Earnings down to 10% in fourth quarter as Strait of Hormuz crisis bleeds into corporate profits, but Motilal Oswal reckons valuation reset has created entry point
Indian equities are navigating their most treacherous stretch in two decades, with foreign investors yanking $15.8 billion out of the market this calendar year and a Middle East conflict threatening the energy lifeline that fuels Asia’s third-largest economy. Yet Motilal Oswal Financial Services believes the pain has set the stage for a recovery, provided the guns fall silent.
In its FY27 preview note, the Mumbai-based brokerage paints a picture of a market caught between two opposing currents. On one side, a barrage of policy stimulus — repo cuts, the “game-changing GST2.0,” personal tax relief and bilateral trade pacts with the UK, EU and US — has built what should have been a launchpad for equities. On the other, the Iran-Israel-US conflict has choked sentiment and inflated the import bill of a country that depends on the Strait of Hormuz for 35% to 40% of its crude demand and more than half of its pre-war LPG needs.
“The Indian equity market should benefit from a favorable base year,” Motilal Oswal noted, citing accommodative monetary policy, better-than-expected GDP prints and “sustained faith from retail investors.” But the brokerage was blunt about the near-term setup, warning it has been “vitiated by the Iran-Israel/US war.”
Outlook FY27
The fourth-quarter earnings season, set to roll in over the coming weeks, will be the first to fully reflect the energy shock. Motilal Oswal expects profits across its coverage universe to grow just 10% year-on-year, a sharp deceleration from the 18% clocked in the December quarter and the 15% in the September quarter. Strip out financials, and the growth rate slips to 9%.
Large-caps are shouldering the brunt of the slowdown, with profit growth projected at 7% — dragged down by oil and gas companies, automakers, public sector banks, healthcare and capital goods. Mid-caps are the bright spot, with earnings expected to rebound to 25% growth from 16% in the prior quarter. Small-caps should deliver 18%, helped by a softer base.
The crude spike has also reversed what had been a hopeful trend of upward earnings revisions. Motilal Oswal trimmed its FY26 aggregate earnings estimate by roughly 1.4% in March and slashed FY27 forecasts by about 3%. “The surge in crude and gas prices has not only driven earnings cuts but also caused a jump in the implied equity risk premium, resulting in a sharp market decline,” the report said.
Cheapest in a Decade Versus Peers
The selloff has, however, produced something that has eluded India for years: a reasonable price tag. The Nifty 50 now trades at 18 times forward earnings, a 14% discount to its long-period average of 20.9 times. More striking is India’s valuation premium over emerging-market peers, which has compressed to 27% — well below the 10-year average of 73% and a fraction of the 145% peak reached during the post-pandemic euphoria. It is now hovering near a multi-decadal low of 21%.
The performance gap tells the same story. India has dropped 3% in FY26 while the MSCI Emerging Markets index has surged 31%, an underperformance of 34 percentage points that Motilal Oswal called “likely the most severe over the past two decades.”
Domestic institutional investors have been the breakwater. They have poured $28.8 billion into Indian stocks so far this calendar year, sustained by the unbroken systematic investment plan flows that have become a defining feature of the post-pandemic equity culture. Foreign investors briefly returned in February with $1.7 billion of net buying before the war triggered $14.2 billion of selling in March alone.
The Ceasefire
Motilal Oswal’s base case rests on the conflict not dragging on for “several months or quarters.” A prolonged war is the chief risk, given India’s reliance on imports for more than 85% of its crude demand — a dependency that could trigger imported inflation, rupee stress and demand destruction.
The brokerage projects earnings to compound at roughly 16% annually for both the Nifty and its broader universe between FY26 and FY28. With downside seen as limited at current levels, it is steering clients toward stocks “with high earnings growth visibility that have experienced reasonable valuation contraction” — a bottom-up tilt for a market that has stopped rewarding top-down bets.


• [PROBLEM]: Write out the lines below once more, exactly as they appear. Do not include pictures.

:: DATA TO EXAMINE ::

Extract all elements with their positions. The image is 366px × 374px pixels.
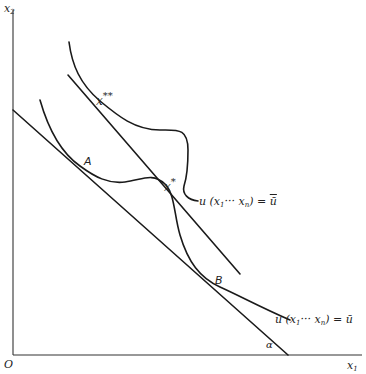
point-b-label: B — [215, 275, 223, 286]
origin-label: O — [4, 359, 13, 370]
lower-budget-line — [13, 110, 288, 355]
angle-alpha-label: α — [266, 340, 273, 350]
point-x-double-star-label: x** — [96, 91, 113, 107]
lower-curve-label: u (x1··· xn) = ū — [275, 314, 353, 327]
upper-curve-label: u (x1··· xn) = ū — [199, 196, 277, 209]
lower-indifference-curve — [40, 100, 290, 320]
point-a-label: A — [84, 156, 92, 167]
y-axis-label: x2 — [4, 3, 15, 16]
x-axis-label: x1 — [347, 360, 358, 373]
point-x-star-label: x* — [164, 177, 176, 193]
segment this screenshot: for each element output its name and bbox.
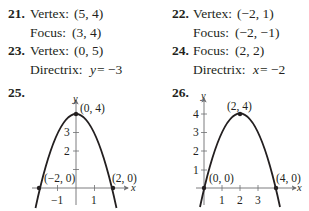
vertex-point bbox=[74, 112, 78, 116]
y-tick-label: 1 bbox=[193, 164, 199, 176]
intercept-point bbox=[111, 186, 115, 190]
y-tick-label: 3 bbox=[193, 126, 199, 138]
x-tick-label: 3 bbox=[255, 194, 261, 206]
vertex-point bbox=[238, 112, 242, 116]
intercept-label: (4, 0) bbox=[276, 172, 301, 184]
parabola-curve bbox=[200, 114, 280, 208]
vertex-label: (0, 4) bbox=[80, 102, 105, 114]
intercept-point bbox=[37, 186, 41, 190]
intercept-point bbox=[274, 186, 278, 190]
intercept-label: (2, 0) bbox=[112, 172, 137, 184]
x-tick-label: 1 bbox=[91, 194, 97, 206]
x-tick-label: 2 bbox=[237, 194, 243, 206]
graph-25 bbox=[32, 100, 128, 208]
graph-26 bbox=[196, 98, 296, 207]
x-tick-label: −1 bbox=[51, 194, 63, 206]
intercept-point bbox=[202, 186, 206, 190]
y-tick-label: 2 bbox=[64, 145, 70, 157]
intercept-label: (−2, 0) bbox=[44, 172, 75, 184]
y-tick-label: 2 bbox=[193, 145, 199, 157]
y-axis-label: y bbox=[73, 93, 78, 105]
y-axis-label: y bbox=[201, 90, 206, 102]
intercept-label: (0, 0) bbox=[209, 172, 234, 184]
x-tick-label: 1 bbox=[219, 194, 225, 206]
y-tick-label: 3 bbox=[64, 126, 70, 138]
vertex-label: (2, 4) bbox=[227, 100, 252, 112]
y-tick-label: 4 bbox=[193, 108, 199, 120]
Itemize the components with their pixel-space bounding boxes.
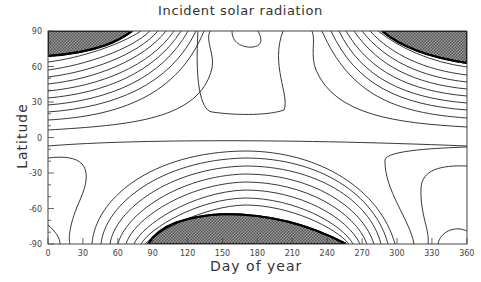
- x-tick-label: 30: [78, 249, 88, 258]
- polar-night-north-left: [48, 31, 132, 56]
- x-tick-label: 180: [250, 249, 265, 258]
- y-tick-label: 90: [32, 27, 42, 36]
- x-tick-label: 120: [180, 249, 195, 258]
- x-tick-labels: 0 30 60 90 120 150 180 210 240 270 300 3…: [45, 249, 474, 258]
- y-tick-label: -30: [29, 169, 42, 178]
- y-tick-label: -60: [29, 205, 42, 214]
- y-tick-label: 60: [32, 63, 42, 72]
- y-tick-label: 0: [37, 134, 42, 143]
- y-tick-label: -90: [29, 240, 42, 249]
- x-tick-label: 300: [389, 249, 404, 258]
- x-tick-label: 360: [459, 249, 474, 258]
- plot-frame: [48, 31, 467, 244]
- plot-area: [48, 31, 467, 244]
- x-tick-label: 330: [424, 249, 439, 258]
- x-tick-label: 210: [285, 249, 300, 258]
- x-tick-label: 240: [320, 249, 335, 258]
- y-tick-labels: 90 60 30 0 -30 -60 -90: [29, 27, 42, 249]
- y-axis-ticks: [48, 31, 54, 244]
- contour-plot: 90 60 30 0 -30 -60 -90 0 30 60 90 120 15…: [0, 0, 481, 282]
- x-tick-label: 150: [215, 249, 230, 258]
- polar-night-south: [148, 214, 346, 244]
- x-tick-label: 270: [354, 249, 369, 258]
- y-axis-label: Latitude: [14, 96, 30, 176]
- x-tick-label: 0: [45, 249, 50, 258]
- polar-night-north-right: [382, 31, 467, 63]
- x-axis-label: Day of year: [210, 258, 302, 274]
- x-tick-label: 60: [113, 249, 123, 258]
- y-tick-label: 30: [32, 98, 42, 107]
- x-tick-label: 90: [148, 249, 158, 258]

:::

• [ANSWER BOX]:
Extract all elements with their positions. The image is 366px × 374px pixels.
point-b-label: B — [215, 275, 223, 286]
origin-label: O — [4, 359, 13, 370]
lower-budget-line — [13, 110, 288, 355]
angle-alpha-label: α — [266, 340, 273, 350]
point-x-double-star-label: x** — [96, 91, 113, 107]
lower-curve-label: u (x1··· xn) = ū — [275, 314, 353, 327]
upper-curve-label: u (x1··· xn) = ū — [199, 196, 277, 209]
lower-indifference-curve — [40, 100, 290, 320]
point-a-label: A — [84, 156, 92, 167]
y-axis-label: x2 — [4, 3, 15, 16]
x-axis-label: x1 — [347, 360, 358, 373]
point-x-star-label: x* — [164, 177, 176, 193]
segment this screenshot: for each element output its name and bbox.
vertex-point bbox=[74, 112, 78, 116]
y-tick-label: 1 bbox=[193, 164, 199, 176]
intercept-point bbox=[111, 186, 115, 190]
y-tick-label: 3 bbox=[193, 126, 199, 138]
x-tick-label: 3 bbox=[255, 194, 261, 206]
vertex-point bbox=[238, 112, 242, 116]
intercept-label: (4, 0) bbox=[276, 172, 301, 184]
parabola-curve bbox=[200, 114, 280, 208]
vertex-label: (0, 4) bbox=[80, 102, 105, 114]
intercept-point bbox=[37, 186, 41, 190]
intercept-point bbox=[274, 186, 278, 190]
intercept-label: (2, 0) bbox=[112, 172, 137, 184]
x-tick-label: 1 bbox=[91, 194, 97, 206]
x-tick-label: 2 bbox=[237, 194, 243, 206]
graph-25 bbox=[32, 100, 128, 208]
graph-26 bbox=[196, 98, 296, 207]
x-tick-label: −1 bbox=[51, 194, 63, 206]
intercept-point bbox=[202, 186, 206, 190]
y-tick-label: 2 bbox=[64, 145, 70, 157]
intercept-label: (−2, 0) bbox=[44, 172, 75, 184]
y-tick-label: 2 bbox=[193, 145, 199, 157]
y-axis-label: y bbox=[73, 93, 78, 105]
y-axis-label: y bbox=[201, 90, 206, 102]
intercept-label: (0, 0) bbox=[209, 172, 234, 184]
x-tick-label: 1 bbox=[219, 194, 225, 206]
y-tick-label: 3 bbox=[64, 126, 70, 138]
vertex-label: (2, 4) bbox=[227, 100, 252, 112]
y-tick-label: 4 bbox=[193, 108, 199, 120]
Itemize the components with their pixel-space bounding boxes.
- x-tick-label: 30: [78, 249, 88, 258]
- polar-night-north-left: [48, 31, 132, 56]
- x-tick-label: 180: [250, 249, 265, 258]
- y-tick-label: 90: [32, 27, 42, 36]
- x-tick-label: 120: [180, 249, 195, 258]
- x-tick-labels: 0 30 60 90 120 150 180 210 240 270 300 3…: [45, 249, 474, 258]
- y-tick-label: -30: [29, 169, 42, 178]
- y-tick-label: -60: [29, 205, 42, 214]
- y-tick-label: 60: [32, 63, 42, 72]
- y-tick-label: 0: [37, 134, 42, 143]
- y-tick-label: -90: [29, 240, 42, 249]
- x-tick-label: 300: [389, 249, 404, 258]
- x-tick-label: 360: [459, 249, 474, 258]
- plot-frame: [48, 31, 467, 244]
- plot-area: [48, 31, 467, 244]
- x-tick-label: 330: [424, 249, 439, 258]
- x-tick-label: 210: [285, 249, 300, 258]
- x-tick-label: 240: [320, 249, 335, 258]
- y-tick-labels: 90 60 30 0 -30 -60 -90: [29, 27, 42, 249]
- y-axis-ticks: [48, 31, 54, 244]
- contour-plot: 90 60 30 0 -30 -60 -90 0 30 60 90 120 15…: [0, 0, 481, 282]
- x-tick-label: 150: [215, 249, 230, 258]
- polar-night-south: [148, 214, 346, 244]
- x-tick-label: 270: [354, 249, 369, 258]
- y-axis-label: Latitude: [14, 96, 30, 176]
- x-tick-label: 0: [45, 249, 50, 258]
- polar-night-north-right: [382, 31, 467, 63]
- x-axis-label: Day of year: [210, 258, 302, 274]
- x-tick-label: 60: [113, 249, 123, 258]
- y-tick-label: 30: [32, 98, 42, 107]
- x-tick-label: 90: [148, 249, 158, 258]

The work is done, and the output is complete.